His teacher nodded. “If it isn’t, how can the walls of your reserve contain it?”
Tibs opened his mouth and closed it when he realized he had no answer. How did his reserve contain something that was and wasn’t?
“You force your will on it,” Alistair said. “I realized that my reserve was my will and what I willed to be contained could be willed to be released, in part or in whole.”
Tibs frowned. That felt… not right. Or maybe… Tibs’s situation was different? He couldn’t affect his small reserves, other than channeling the essence in them, and as soon as he started on that, his core reserve became that essence.
He rubbed his temple.
“Yes,” Alistair said in an understanding tone, “essence never stops being confusing.” Alistair placed a hand on his shoulder. “Tibs, now—”
“This is it, isn’t it?” he asked, unable to keep the despair from his voice.
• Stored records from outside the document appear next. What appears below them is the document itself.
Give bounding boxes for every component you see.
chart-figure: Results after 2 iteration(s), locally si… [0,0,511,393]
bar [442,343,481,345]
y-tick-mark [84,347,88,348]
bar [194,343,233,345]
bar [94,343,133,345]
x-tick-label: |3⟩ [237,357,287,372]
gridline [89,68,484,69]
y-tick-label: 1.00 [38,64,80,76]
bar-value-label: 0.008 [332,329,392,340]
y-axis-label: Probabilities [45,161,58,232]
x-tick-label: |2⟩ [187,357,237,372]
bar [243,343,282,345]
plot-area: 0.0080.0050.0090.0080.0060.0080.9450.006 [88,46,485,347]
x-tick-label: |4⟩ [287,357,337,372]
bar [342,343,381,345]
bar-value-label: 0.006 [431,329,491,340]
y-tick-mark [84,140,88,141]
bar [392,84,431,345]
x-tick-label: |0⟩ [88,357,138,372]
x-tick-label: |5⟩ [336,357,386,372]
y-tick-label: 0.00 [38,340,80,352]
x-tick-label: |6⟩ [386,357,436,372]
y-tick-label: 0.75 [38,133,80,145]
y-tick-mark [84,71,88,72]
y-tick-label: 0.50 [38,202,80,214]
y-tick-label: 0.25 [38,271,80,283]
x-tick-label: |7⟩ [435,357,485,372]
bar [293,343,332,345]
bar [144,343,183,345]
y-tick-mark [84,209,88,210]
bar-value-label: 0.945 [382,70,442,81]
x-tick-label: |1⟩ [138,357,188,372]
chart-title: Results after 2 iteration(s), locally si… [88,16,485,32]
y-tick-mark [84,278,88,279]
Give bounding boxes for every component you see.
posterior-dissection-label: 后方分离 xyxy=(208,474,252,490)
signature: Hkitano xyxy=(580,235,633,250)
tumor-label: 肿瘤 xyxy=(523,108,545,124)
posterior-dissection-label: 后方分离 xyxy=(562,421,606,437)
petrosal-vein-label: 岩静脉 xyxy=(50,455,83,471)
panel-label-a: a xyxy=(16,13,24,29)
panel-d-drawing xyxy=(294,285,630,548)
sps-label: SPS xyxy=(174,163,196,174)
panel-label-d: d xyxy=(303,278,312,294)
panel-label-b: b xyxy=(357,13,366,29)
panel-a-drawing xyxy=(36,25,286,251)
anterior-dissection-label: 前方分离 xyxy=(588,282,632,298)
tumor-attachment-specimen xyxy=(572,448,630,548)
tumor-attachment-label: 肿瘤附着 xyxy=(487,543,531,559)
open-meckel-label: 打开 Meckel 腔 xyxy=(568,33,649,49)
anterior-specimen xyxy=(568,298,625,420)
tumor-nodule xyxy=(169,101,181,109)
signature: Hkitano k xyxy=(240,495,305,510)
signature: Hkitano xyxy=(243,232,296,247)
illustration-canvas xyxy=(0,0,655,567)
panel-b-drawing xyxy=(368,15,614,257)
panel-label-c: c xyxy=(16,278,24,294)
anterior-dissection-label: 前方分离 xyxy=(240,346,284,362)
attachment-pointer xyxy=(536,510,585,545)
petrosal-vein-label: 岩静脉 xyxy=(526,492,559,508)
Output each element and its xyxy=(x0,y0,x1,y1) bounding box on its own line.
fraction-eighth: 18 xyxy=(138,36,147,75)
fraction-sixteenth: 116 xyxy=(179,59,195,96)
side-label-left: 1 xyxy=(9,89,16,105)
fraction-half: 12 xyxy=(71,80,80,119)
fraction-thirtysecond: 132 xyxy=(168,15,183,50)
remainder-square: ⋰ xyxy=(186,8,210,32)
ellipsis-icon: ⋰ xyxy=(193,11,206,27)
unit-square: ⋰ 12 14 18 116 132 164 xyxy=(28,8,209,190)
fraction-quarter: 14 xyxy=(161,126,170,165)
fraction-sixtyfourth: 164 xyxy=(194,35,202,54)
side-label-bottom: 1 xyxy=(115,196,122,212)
“What do you expect is about to happen?” Alistair asked cautiously.
“Jackal told me that when he was able to suffuse his body with essence, they made him graduate to Lambda.”
“That is the clearest way to know you are ready for the next stage.”
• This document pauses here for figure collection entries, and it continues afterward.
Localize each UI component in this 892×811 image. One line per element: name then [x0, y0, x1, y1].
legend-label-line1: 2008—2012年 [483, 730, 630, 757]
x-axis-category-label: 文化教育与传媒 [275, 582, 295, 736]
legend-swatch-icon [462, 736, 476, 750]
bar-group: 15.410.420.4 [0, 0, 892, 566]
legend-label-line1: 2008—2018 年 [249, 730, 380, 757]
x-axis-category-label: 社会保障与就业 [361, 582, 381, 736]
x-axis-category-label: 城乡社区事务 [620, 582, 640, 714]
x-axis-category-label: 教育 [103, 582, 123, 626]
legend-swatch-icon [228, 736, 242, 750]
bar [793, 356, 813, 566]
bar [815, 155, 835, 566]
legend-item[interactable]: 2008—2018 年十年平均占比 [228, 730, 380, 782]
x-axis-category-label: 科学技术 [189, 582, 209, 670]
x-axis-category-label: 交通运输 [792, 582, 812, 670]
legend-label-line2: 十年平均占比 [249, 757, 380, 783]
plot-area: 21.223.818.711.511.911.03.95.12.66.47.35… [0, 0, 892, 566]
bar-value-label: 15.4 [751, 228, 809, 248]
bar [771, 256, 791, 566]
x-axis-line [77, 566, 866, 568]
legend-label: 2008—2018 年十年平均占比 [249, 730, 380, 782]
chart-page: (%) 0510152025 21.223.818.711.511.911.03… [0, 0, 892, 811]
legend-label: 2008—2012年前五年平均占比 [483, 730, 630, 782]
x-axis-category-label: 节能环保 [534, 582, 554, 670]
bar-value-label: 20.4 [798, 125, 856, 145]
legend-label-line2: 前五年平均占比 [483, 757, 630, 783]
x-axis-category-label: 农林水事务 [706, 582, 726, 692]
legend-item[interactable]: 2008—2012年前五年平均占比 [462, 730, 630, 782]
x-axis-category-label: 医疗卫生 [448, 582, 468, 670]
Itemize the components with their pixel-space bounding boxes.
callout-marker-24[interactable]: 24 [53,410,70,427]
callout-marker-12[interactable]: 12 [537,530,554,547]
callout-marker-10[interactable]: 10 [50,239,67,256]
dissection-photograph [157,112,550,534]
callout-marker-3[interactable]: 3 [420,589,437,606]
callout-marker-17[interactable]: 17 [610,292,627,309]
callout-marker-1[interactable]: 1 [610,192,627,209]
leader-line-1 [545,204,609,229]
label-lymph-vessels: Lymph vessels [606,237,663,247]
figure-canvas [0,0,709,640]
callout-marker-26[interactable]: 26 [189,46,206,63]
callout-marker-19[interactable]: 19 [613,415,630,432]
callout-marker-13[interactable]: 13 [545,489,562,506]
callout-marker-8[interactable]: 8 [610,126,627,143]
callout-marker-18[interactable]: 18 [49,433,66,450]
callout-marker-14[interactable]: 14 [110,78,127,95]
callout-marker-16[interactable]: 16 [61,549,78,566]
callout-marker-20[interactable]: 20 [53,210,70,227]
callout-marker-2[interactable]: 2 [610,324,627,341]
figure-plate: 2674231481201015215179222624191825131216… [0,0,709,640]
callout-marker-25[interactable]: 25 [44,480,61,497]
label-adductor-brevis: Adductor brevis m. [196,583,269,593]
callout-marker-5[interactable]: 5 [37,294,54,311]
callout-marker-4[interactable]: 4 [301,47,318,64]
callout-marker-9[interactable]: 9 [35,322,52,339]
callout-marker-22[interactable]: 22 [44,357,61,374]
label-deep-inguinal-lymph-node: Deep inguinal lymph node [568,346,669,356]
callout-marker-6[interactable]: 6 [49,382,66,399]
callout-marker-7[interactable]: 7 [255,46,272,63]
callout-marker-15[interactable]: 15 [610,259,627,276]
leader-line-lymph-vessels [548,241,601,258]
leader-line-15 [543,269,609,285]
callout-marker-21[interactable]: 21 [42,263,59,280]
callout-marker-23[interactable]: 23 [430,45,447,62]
“There can’t be two Runners at Lambda on a team. The rule is that only one can be a level higher than the dungeon.”
“I was under the impression there had been changes implemented due to the dungeon being more aggressive than expected.”
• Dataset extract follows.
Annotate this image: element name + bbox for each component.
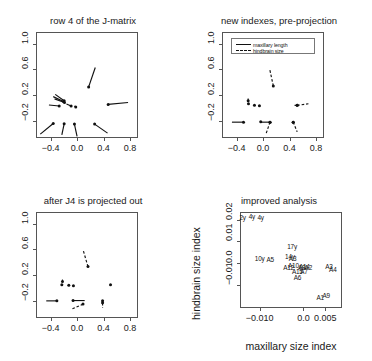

“The rules went back when he graduated.” Or at least Tibs expected they had. With how he and the guild viewed each other, he wasn’t asking Tirania if she was willing to leave them be.
“Not graduating will hold you back, Tibs. There are resources I would call on that will help in the coming training.”
Tibs shrugged. “I haven’t had a family in a long time, Alistair. I don’t want to lose them.” The reason was true, if not the entirety of his feeling. His official level within the guild might be Rho, but with all the elements he could channel, what difference did it make if he couldn’t advance with Water for a while? It would let him look for ways to train with his other elements, wouldn’t it?
“I know you’re going to tell me that even if I’m on a different team, Jackal, Carina, Mez and Khumdar will still be my family. Or that it doesn’t matter what I do. I am going to lose them one day, so I should get used to that now. But I have them now, and I’m going to do what I have to, to stay with them.”
Alistair nodded. “I know you think the guild is uncaring in how it does things, but you’ll find that how it acts has come about as reactions to how the dungeons behave.” He became thoughtful. “But I don’t see any harm in keeping your level from the guild. I’ve already had to be unorthodox about how I trained you, so I can use that to justify some requests, and for those I can’t?” He smiled. “Well, I think that forcing myself to train you outside my usual method will be good for me. You’ve shown me that I have grown complacent in how things can be done.”
Tibs stifled his sigh.
At least that resolved one potential problem.
Now he simply had to hope Alistair wouldn’t take over all the time Tibs wasn’t busy keeping the town safe, because he needed some of that for the training he had to do on his own.